Subject: Re: why I/O is so slow?
From: rpw3@rpw3.org (Rob Warnock)
Date: Sun, 27 Jul 2003 04:58:39 -0500
Newsgroups: comp.lang.lisp
Message-ID: <Ne2cnZis4KvSP76iXTWc-g@speakeasy.net>
John Proctor <jcproctor@mindspring.com> wrote:
+---------------
| Edi Weitz <edi@agharta.de> wrote in message
| 
| > The whole point of my article was that all this doesn't matter
| > as long as you are sending 12 MB of data to a web browser.
| 
| That is not true at all.  For a web based enterprise app a user can
| move 12 MB in a few hours easily.  Now imagine 200 concurrent users
| doing that on that webserver...
+---------------

Sheesh! You're consistently missing Edi's rather obvious point!!
As long as your web based enterprise app can saturate your Internet
connection using *anything* less than 100% of the CPU, it doesn't
*matter* how many users you pile on it -- they're all going to
bottleneck on the outgoing network pipe, leaving some of the CPU
idle anyway!!

"Good enough" means being able to fill whatever speed pipe you can
afford, and once you can do that, well, then it's good enough.

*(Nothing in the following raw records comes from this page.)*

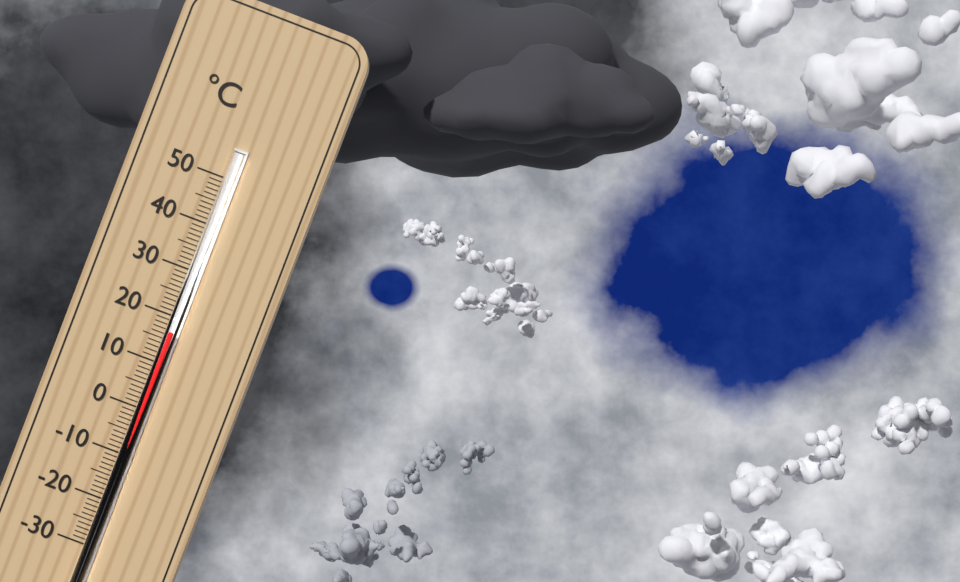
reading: 17 °C
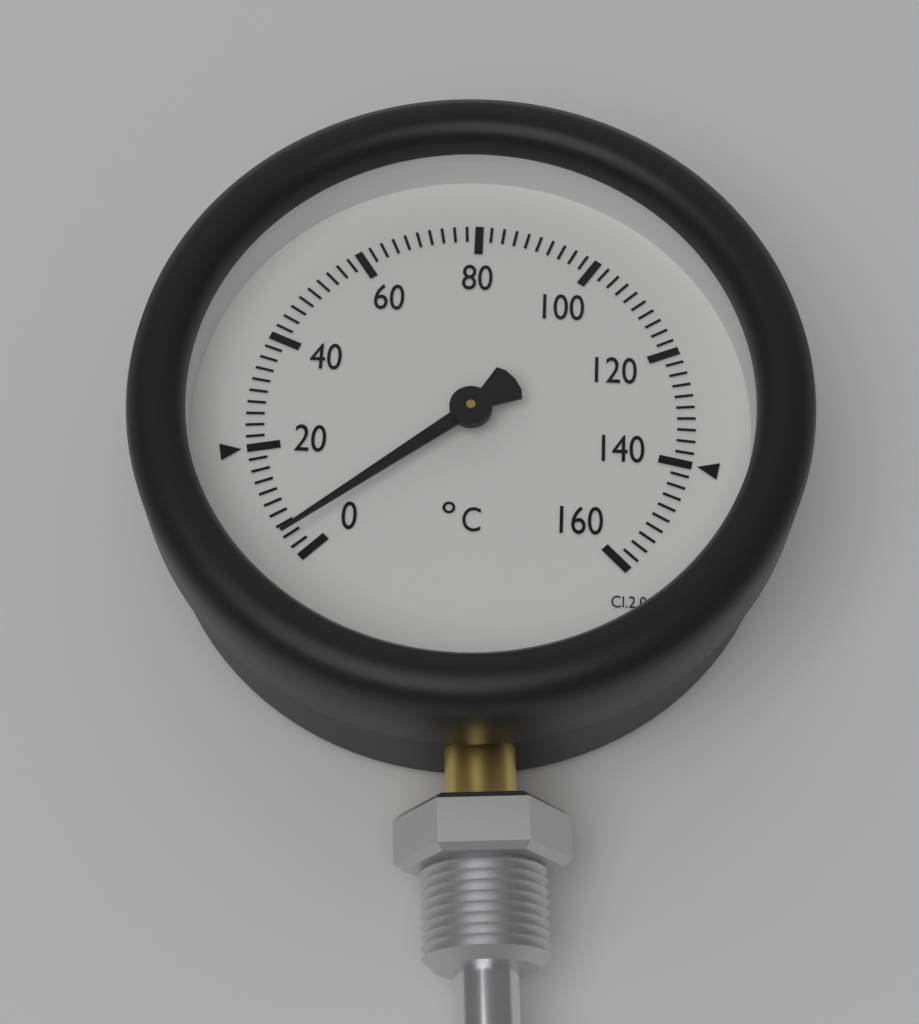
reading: 4 °C
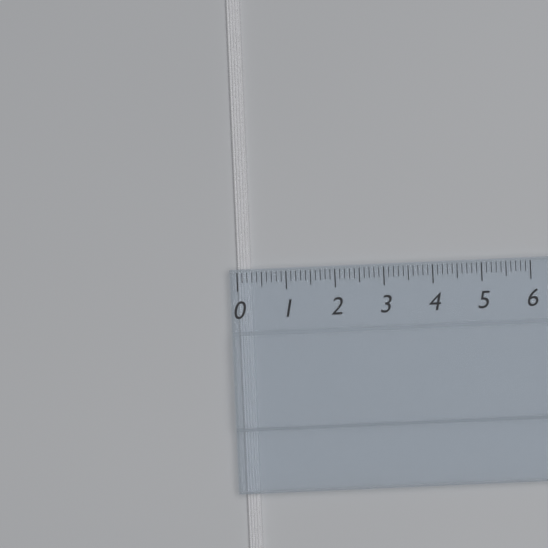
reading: 0.3 (no unit)
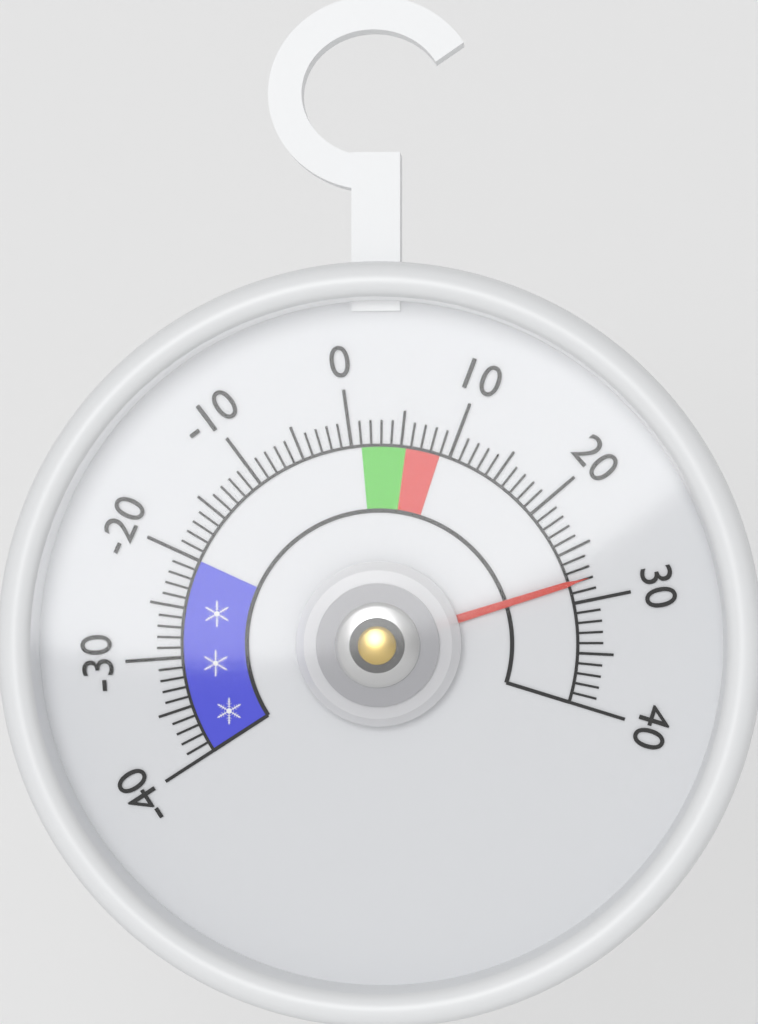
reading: 28 (no unit)
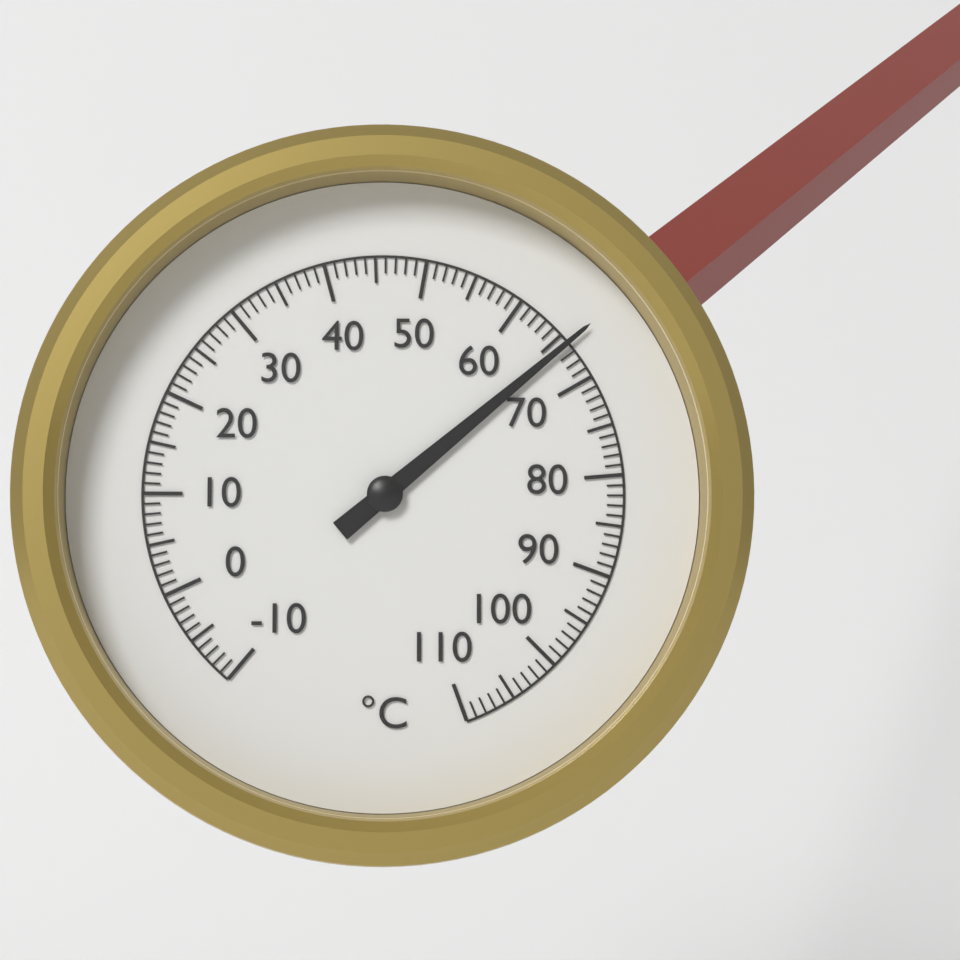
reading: 66 °C
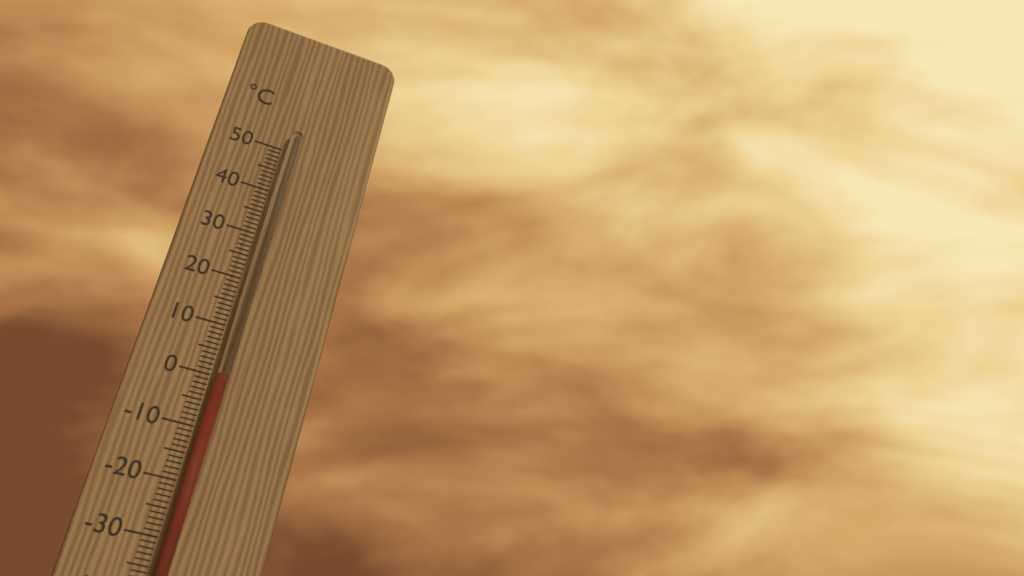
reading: 0 °C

It only takes a modest amount of tuning to saturate, say, a 10 Mb/s pipe.

Running Edi's last version on my Athlon 1600+ (1.4GHz), it wrote a
13.6 MB file in 1.27 seconds of real time (1.19 sec. CPU time).
That's over 10 MB/s -- over 85 Mb/s! -- with is a lot more Internet
bandwidth than I'll ever see.


-Rob

p.s. My current web server chugs along very happily with only
768 kb/s (SDSL), which is why (for example) I don't really worry
about the performance differences between HTOUT & CL-WHO [see
the recent "html generation API" thread].